I’ve been part of the games industry for years. Commentating on esports, competing in tournaments, covering games, working at game booths, attending conferences, and yes writing lots of articles, as well as playing my fair share of games.
When I heard ACMI was putting together an exhibition on the history of gaming, I just had to find out more. My background in technology also pips my fascination with game development, and understanding how code and hardware work. Let me tell you, ACMI’s Game Worlds exhibition did not disappoint.
Walking into the ACMI’s Game Worlds exhibition—alongside my player two of course—felt like stepping back in time. There was a spark of curiosity, a rush of nostalgia, and the anticipation of discovering and learning more about the history of this incredible industry.
The exhibition is more than a showcase of video games. It’s designed as an interactive time capsule of how games have evolved. From their humble, pixelated-text-based, beginnings to vast, connected universes that shape how we play, learn, and connect today.
From text to pixels: The early days of imagination
The exhibition—and your journey—begins in the 1970s, when games were less about graphics and more about imagination. Titles like Colossal Cave Adventure, Zork, and Maze War remind us that gaming started as an exercise in storytelling and exploration.

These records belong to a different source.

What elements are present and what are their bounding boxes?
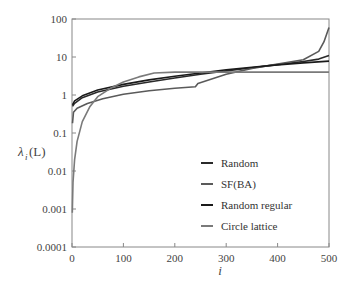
y-axis-label-main: λ xyxy=(17,144,24,159)
x-tick-label: 0 xyxy=(69,252,75,264)
y-tick-label: 0.1 xyxy=(53,127,67,139)
y-tick-label: 0.01 xyxy=(48,165,67,177)
plot-frame xyxy=(72,19,329,247)
legend-label: SF(BA) xyxy=(221,178,256,191)
eigenvalue-chart: 0.00010.0010.010.1110100 010020030040050… xyxy=(0,0,351,290)
legend-label: Circle lattice xyxy=(221,220,278,232)
x-axis-ticks: 0100200300400500 xyxy=(69,243,338,264)
x-tick-label: 500 xyxy=(321,252,338,264)
y-tick-label: 0.0001 xyxy=(37,241,67,253)
x-axis-label: i xyxy=(218,263,222,278)
y-axis-label-sub: i xyxy=(25,152,28,162)
series-line-circle-lattice xyxy=(72,72,329,213)
y-axis-ticks: 0.00010.0010.010.1110100 xyxy=(37,13,76,253)
series-line-random xyxy=(73,55,330,106)
legend-label: Random regular xyxy=(221,199,293,211)
y-tick-label: 0.001 xyxy=(42,203,67,215)
y-axis-label-arg: (L) xyxy=(29,144,46,159)
y-tick-label: 10 xyxy=(56,51,68,63)
y-tick-label: 1 xyxy=(62,89,68,101)
x-tick-label: 400 xyxy=(269,252,286,264)
series-lines xyxy=(72,27,329,212)
series-line-sf-ba- xyxy=(73,27,330,123)
legend: RandomSF(BA)Random regularCircle lattice xyxy=(201,157,293,232)
y-tick-label: 100 xyxy=(51,13,68,25)
x-tick-label: 200 xyxy=(167,252,184,264)
x-tick-label: 100 xyxy=(115,252,132,264)
y-axis-label: λ i (L) xyxy=(17,144,46,162)
legend-label: Random xyxy=(221,157,259,169)
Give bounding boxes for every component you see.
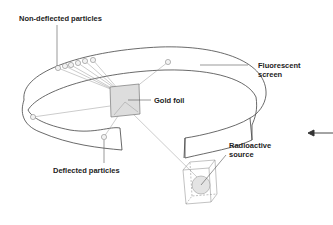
non-deflected-particles-label: Non-deflected particles bbox=[19, 14, 102, 23]
fluorescent-screen-label-line2: screen bbox=[258, 70, 301, 79]
diagram-graphic bbox=[0, 0, 333, 225]
particle-dots bbox=[30, 57, 170, 139]
leader-lines bbox=[57, 25, 248, 185]
left-arrow-icon bbox=[308, 130, 333, 136]
deflected-particles-label: Deflected particles bbox=[53, 166, 120, 175]
fluorescent-screen-label: Fluorescent screen bbox=[258, 61, 301, 79]
radioactive-source-label: Radioactive source bbox=[229, 141, 271, 159]
particle-paths bbox=[33, 60, 200, 180]
fluorescent-screen-label-line1: Fluorescent bbox=[258, 61, 301, 70]
rutherford-experiment-diagram: Non-deflected particles Gold foil Fluore… bbox=[0, 0, 333, 225]
radioactive-source-box bbox=[183, 160, 217, 204]
gold-foil bbox=[110, 84, 140, 117]
gold-foil-label: Gold foil bbox=[154, 96, 184, 105]
radioactive-source-label-line1: Radioactive bbox=[229, 141, 271, 150]
radioactive-source-label-line2: source bbox=[229, 150, 271, 159]
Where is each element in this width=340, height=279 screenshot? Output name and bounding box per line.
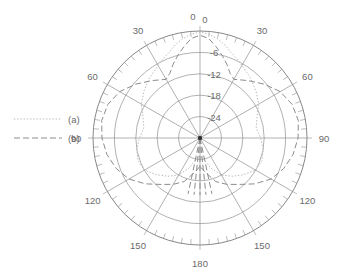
polar-minor-tick	[300, 156, 305, 157]
angle-tick-label: 0	[190, 11, 195, 22]
polar-major-tick	[103, 192, 107, 195]
polar-minor-tick	[124, 62, 128, 66]
polar-null-lobe	[188, 138, 200, 194]
polar-plot-canvas: 00303060609090120120150150180 -6-12-18-2…	[0, 0, 340, 279]
polar-chart-figure: 00303060609090120120150150180 -6-12-18-2…	[0, 0, 340, 279]
polar-minor-tick	[258, 50, 261, 55]
polar-minor-tick	[265, 56, 269, 60]
polar-minor-tick	[292, 93, 297, 95]
polar-minor-tick	[131, 216, 135, 220]
polar-major-tick	[254, 231, 257, 235]
polar-minor-tick	[283, 196, 288, 199]
polar-minor-tick	[292, 181, 297, 183]
polar-minor-tick	[226, 35, 227, 40]
polar-minor-tick	[181, 33, 182, 38]
polar-minor-tick	[258, 221, 261, 226]
angle-tick-label: 120	[299, 195, 315, 206]
polar-major-tick	[103, 82, 107, 85]
polar-minor-tick	[103, 181, 108, 183]
polar-minor-tick	[181, 238, 182, 243]
polar-minor-tick	[300, 119, 305, 120]
polar-minor-tick	[103, 93, 108, 95]
radial-tick-label: -18	[207, 90, 221, 101]
polar-minor-tick	[155, 41, 157, 46]
polar-minor-tick	[243, 230, 245, 235]
radial-tick-labels: -6-12-18-24	[207, 47, 221, 122]
polar-origin-marker	[198, 136, 202, 140]
polar-minor-tick	[163, 233, 165, 238]
polar-minor-tick	[172, 236, 173, 241]
polar-grid-spoke	[147, 45, 201, 138]
polar-minor-tick	[155, 230, 157, 235]
polar-minor-tick	[99, 173, 104, 175]
angle-tick-label: 120	[85, 195, 101, 206]
polar-minor-tick	[118, 203, 122, 207]
polar-minor-tick	[278, 69, 282, 73]
angle-tick-label: 30	[257, 25, 268, 36]
polar-minor-tick	[163, 37, 165, 42]
polar-minor-tick	[295, 173, 300, 175]
radial-tick-label: -24	[207, 112, 221, 123]
polar-minor-tick	[139, 50, 142, 55]
angle-tick-label: 180	[192, 258, 208, 269]
polar-minor-tick	[265, 216, 269, 220]
angle-tick-label: 60	[302, 71, 313, 82]
polar-grid-spoke	[147, 138, 201, 231]
polar-minor-tick	[235, 233, 237, 238]
radial-tick-label: -12	[207, 69, 221, 80]
polar-minor-tick	[99, 101, 104, 103]
polar-minor-tick	[95, 119, 100, 120]
polar-minor-tick	[272, 210, 276, 214]
angle-tick-label: 30	[133, 25, 144, 36]
legend-label-a: (a)	[68, 114, 80, 125]
angle-tick-label: 150	[254, 240, 270, 251]
polar-minor-tick	[278, 203, 282, 207]
angle-tick-label: 150	[130, 240, 146, 251]
polar-minor-tick	[235, 37, 237, 42]
polar-minor-tick	[118, 69, 122, 73]
polar-minor-tick	[295, 101, 300, 103]
polar-minor-tick	[283, 77, 288, 80]
polar-minor-tick	[272, 62, 276, 66]
polar-minor-tick	[112, 196, 117, 199]
polar-minor-tick	[298, 110, 303, 111]
angle-tick-label: 60	[87, 71, 98, 82]
angle-tick-label: 90	[319, 133, 330, 144]
polar-major-tick	[144, 41, 147, 45]
polar-minor-tick	[243, 41, 245, 46]
polar-minor-tick	[124, 210, 128, 214]
polar-minor-tick	[226, 236, 227, 241]
polar-major-tick	[144, 231, 147, 235]
polar-major-tick	[293, 82, 297, 85]
legend-label-b: (b)	[68, 133, 80, 144]
polar-minor-tick	[218, 33, 219, 38]
chart-legend: (a) (b)	[14, 114, 80, 144]
polar-null-lobe	[200, 138, 212, 194]
polar-minor-tick	[97, 110, 102, 111]
polar-minor-tick	[172, 35, 173, 40]
polar-major-tick	[293, 192, 297, 195]
polar-major-tick	[254, 41, 257, 45]
angle-tick-label: 0	[202, 14, 207, 25]
polar-minor-tick	[95, 156, 100, 157]
polar-grid-spoke	[107, 85, 200, 139]
polar-minor-tick	[97, 164, 102, 165]
polar-minor-tick	[298, 164, 303, 165]
polar-minor-tick	[218, 238, 219, 243]
polar-grid-spoke	[107, 138, 200, 192]
polar-minor-tick	[131, 56, 135, 60]
polar-minor-tick	[139, 221, 142, 226]
radial-tick-label: -6	[210, 47, 218, 58]
polar-minor-tick	[112, 77, 117, 80]
polar-grid-spoke	[200, 138, 293, 192]
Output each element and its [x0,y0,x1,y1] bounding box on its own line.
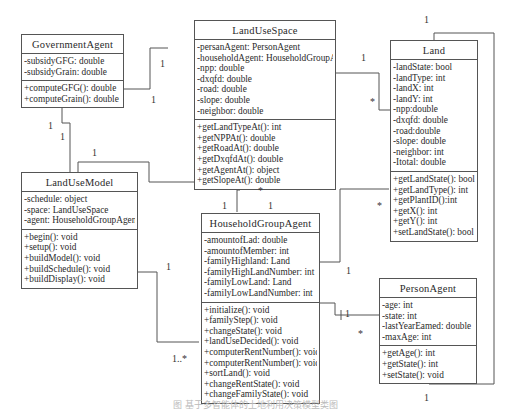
attribute: -npp: double [197,63,333,74]
operation: +initialize(): void [204,305,317,316]
multiplicity-label: 1 [92,147,97,158]
class-name: LandUseModel [22,173,137,192]
attribute: -road:double [393,126,475,137]
operation: +changeState(): void [204,326,317,337]
operation: +computerRentNumber(): void [204,358,317,369]
operation: +buildDisplay(): void [24,274,135,285]
operations-section: +getLandState(): bool +getLandType(): in… [391,172,477,241]
class-name: PersonAgent [380,279,476,298]
attribute: -amountofLad: double [204,235,317,246]
attributes-section: -age: int -state: int -lastYearEamed: do… [380,298,476,346]
attribute: -lastYearEamed: double [382,321,474,332]
attribute: -slope: double [393,136,475,147]
operation: +getAge(): int [382,348,474,359]
operation: +getSlopeAt(): double [197,175,333,186]
class-name: LandUseSpace [195,21,335,40]
operation: +computeGFG(): double [24,83,121,94]
operation: +getPlantID():int [393,195,475,206]
attribute: -landX: int [393,83,475,94]
operation: +getY(): int [393,216,475,227]
multiplicity-label: * [258,185,263,196]
operation: +setLandState(): bool [393,227,475,238]
attribute: -maxAge: int [382,332,474,343]
operation: +getNPPAt(): double [197,133,333,144]
attribute: -slope: double [197,95,333,106]
attribute: -persanAgent: PersonAgent [197,42,333,53]
attribute: -familyLowLand: Land [204,277,317,288]
attribute: -neighbor: int [393,147,475,158]
multiplicity-label: 1 [166,261,171,272]
attribute: -agent: HouseholdGroupAgent [24,215,135,226]
class-person-agent[interactable]: PersonAgent -age: int -state: int -lastY… [379,278,477,384]
operations-section: +initialize(): void +familyStep(): void … [202,303,319,403]
attribute: -neighbor: double [197,106,333,117]
attribute: -npp:double [393,104,475,115]
class-name: Land [391,41,477,60]
attribute: -road: double [197,84,333,95]
attribute: -dxqfd: double [197,74,333,85]
attribute: -landY: int [393,94,475,105]
attribute: -amountofMember: int [204,246,317,257]
multiplicity-label: 1..* [172,353,187,364]
operations-section: +getAge(): int +getState(): int +setStat… [380,346,476,383]
attribute: -Itotal: double [393,157,475,168]
assoc-space-land [334,73,390,110]
operation: +getX(): int [393,206,475,217]
operation: +setup(): void [24,242,135,253]
attribute: -space: LandUseSpace [24,205,135,216]
multiplicity-label: 1 [424,14,429,25]
multiplicity-label: * [358,328,363,339]
class-household-group-agent[interactable]: HouseholdGroupAgent -amountofLad: double… [201,213,320,404]
attribute: -familyLowLandNumber: int [204,288,317,299]
operation: +changeRentState(): void [204,379,317,390]
multiplicity-label: 1 [268,200,273,211]
operation: +landUseDecided(): void [204,336,317,347]
attributes-section: -amountofLad: double -amountofMember: in… [202,233,319,303]
assoc-model-hga [137,272,199,342]
multiplicity-label: * [377,200,382,211]
operation: +getAgentAt(): object [197,165,333,176]
multiplicity-label: 1 [346,265,351,276]
operation: +begin(): void [24,232,135,243]
multiplicity-label: 1 [48,120,53,131]
attribute: -familyHighland: Land [204,256,317,267]
class-government-agent[interactable]: GovernmentAgent -subsidyGFG: double -sub… [21,34,124,108]
attributes-section: -schedule: object -space: LandUseSpace -… [22,192,137,230]
operation: +getRoadAt(): double [197,143,333,154]
operation: +getDxqfdAt(): double [197,154,333,165]
operation: +buildSchedule(): void [24,264,135,275]
attributes-section: -landState: bool -landType: int -landX: … [391,60,477,172]
operation: +setState(): void [382,370,474,381]
attribute: -familyHighLandNumber: int [204,267,317,278]
class-name: HouseholdGroupAgent [202,214,319,233]
attribute: -subsidyGFG: double [24,56,121,67]
attribute: -householdAgent: HouseholdGroupAgent [197,53,333,64]
class-land[interactable]: Land -landState: bool -landType: int -la… [390,40,478,242]
attribute: -landType: int [393,73,475,84]
multiplicity-label: 1 [151,94,156,105]
attribute: -landState: bool [393,62,475,73]
operation: +familyStep(): void [204,315,317,326]
multiplicity-label: 1 [361,52,366,63]
operation: +getLandTypeAt(): int [197,122,333,133]
attribute: -dxqfd: double [393,115,475,126]
operation: +computeGrain(): double [24,94,121,105]
multiplicity-label: 1 [222,200,227,211]
attributes-section: -subsidyGFG: double -subsidyGrain: doubl… [22,54,123,81]
operation: +getLandType(): int [393,185,475,196]
operation: +buildModel(): void [24,253,135,264]
figure-caption: 图 基于多智能体的土地利用决策模型类图 [0,398,511,411]
multiplicity-label: * [370,96,375,107]
class-land-use-model[interactable]: LandUseModel -schedule: object -space: L… [21,172,138,289]
operation: +sortLand(): void [204,368,317,379]
attribute: -age: int [382,300,474,311]
attribute: -state: int [382,311,474,322]
class-land-use-space[interactable]: LandUseSpace -persanAgent: PersonAgent -… [194,20,336,190]
multiplicity-label: 1 [60,131,65,142]
operation: +computerRentNumber(): void [204,347,317,358]
attribute: -schedule: object [24,194,135,205]
attribute: -subsidyGrain: double [24,67,121,78]
operation: +getState(): int [382,359,474,370]
operations-section: +begin(): void +setup(): void +buildMode… [22,230,137,288]
multiplicity-label: 1 [345,308,350,319]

Armed with little more than a blinking cursor, players ventured into mysterious caverns or navigated virtual mazes across primitive networks. These worlds became the foundations of what would later become multiplayer gaming. The exhibition even features a huge touch screen Dungeons & Dragons (D&D) mini-game, showing you how old games and new technology can combine to create something amazing.

There’s a kind of poetry in these beginnings. Without high-end visuals or surround sound, it was words and wits that drew players in. Standing in front of these early games, you feel the constraints of what developers were working with, and receive a taste of what early gaming was like. There were no REDDIT forums, no walkthrough guides. Players needed to remember every move they typed into the console. This served as a reminder that creativity often flourishes within constraints. For anyone who’s ever tinkered with code, built a project during a hackathon, or launched a small indie game, that same sense of discovery feels deeply familiar.
Building worlds: The age of simulation and sandbox play
As the exhibition moves through the 1980s and 1990s, the focus shifts from exploration to creation. Let me tell you this is where the nostalgia hit really hard. It’s the era of SimCity, The Sims, and Minecraft. These games that invited us not just to play in worlds, but to build them. Memories of LAN parties, hacking together cables, filling up basketball stadiums with tables and computers for a weekend of gaming came flooding back.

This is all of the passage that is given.